South Korea and China bury differences after a year of standoff following THAAD deployment

The installation of the U.S. Terminal High Altitude Area Defence (THAAD) system had angered China and spilled over into trade, hurting South Korean business interests in the country.

China believed the system’s powerful radar could be used to look inside its territory. 

South Korea and the United States have repeatedly said THAAD only serves to defend against the growing missile threat from North Korea. 

“Both sides shared the view that the strengthening of exchange and cooperation between Korea and China serves their common interests and agreed to expeditiously bring exchange and cooperation in all areas back on a normal development track,” South Korea’s foreign ministry said in a statement today. 

South Korea’s President Moon Jae-in will meet China’s President Xi Jinping on the sidelines of an upcoming summit of Asia-Pacific Economic Cooperation (APEC) countries in Vietnam on November 10-11, South Korea’s presidential office said. 

The two heads of state are likely to discuss North Korea’s missile and nuclear programme as well as ways to develop bilateral ties, a senior South Korean presidential Blue House official later told reporters, declining to be identified due to the sensitivity of the matter. 

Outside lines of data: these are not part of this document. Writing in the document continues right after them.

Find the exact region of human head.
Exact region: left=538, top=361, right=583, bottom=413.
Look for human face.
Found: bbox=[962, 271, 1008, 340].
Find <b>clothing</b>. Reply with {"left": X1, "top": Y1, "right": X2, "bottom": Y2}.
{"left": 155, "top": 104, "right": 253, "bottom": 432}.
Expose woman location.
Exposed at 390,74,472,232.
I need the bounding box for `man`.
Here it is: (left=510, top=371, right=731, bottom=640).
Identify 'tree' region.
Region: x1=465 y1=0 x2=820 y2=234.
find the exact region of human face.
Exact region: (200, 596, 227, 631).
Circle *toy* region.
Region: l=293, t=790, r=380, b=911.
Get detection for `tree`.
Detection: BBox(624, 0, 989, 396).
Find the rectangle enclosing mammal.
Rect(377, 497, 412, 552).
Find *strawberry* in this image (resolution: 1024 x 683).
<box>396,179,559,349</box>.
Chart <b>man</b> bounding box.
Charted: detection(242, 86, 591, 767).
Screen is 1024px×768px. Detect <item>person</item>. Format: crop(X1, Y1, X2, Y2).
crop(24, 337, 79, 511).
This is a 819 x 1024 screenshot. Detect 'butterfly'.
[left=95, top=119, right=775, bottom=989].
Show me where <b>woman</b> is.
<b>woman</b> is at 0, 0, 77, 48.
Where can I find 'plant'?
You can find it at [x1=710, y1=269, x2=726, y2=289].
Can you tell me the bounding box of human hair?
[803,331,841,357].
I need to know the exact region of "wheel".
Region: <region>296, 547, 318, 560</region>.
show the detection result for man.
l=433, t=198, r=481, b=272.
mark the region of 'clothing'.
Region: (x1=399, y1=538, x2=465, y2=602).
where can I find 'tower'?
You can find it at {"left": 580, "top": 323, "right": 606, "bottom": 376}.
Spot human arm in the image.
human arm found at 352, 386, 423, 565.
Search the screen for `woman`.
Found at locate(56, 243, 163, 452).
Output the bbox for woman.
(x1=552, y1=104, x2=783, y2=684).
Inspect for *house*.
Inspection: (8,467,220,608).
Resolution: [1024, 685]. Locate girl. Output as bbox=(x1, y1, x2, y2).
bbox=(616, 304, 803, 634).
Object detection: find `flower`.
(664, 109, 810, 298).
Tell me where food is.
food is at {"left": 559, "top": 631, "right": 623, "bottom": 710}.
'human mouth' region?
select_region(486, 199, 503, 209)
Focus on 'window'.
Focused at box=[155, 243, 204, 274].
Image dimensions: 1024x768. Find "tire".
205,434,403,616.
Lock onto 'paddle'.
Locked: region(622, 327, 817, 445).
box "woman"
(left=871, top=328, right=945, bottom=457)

Pyongyang has undertaken an unprecedented missile testing programme in recent months, as well as its biggest nuclear test yet in early September, as it seeks to develop a powerful nuclear weapon capable of reaching the United States. 

The moves have angered China, North Korea’s only major ally, and drawn further tough sanctions from the United Nations and the United States. 

The recent deterioration in ties between China and North Korea may have contributed to Tuesday’s agreement, the Blue House official said. 

The head of Nato urged all United Nation members to fully and transparently implement sanctions against North Korea, which he said has emerged as a global threat able to fire ballistic missiles as far as Europe and North America. 

“North Korea’s ballistic and nuclear tests are an affront to the United Nations Security Council,” North Atlantic Treaty Organisation Secretary General Jens Stoltenberg said in Tokyo, where he met Japanese Prime Minister Shinzo Abe. 

Separately, a South Korean lawmaker said North Korea probably stole South Korean warship blueprints after hacking into a local shipbuilder’s database last April.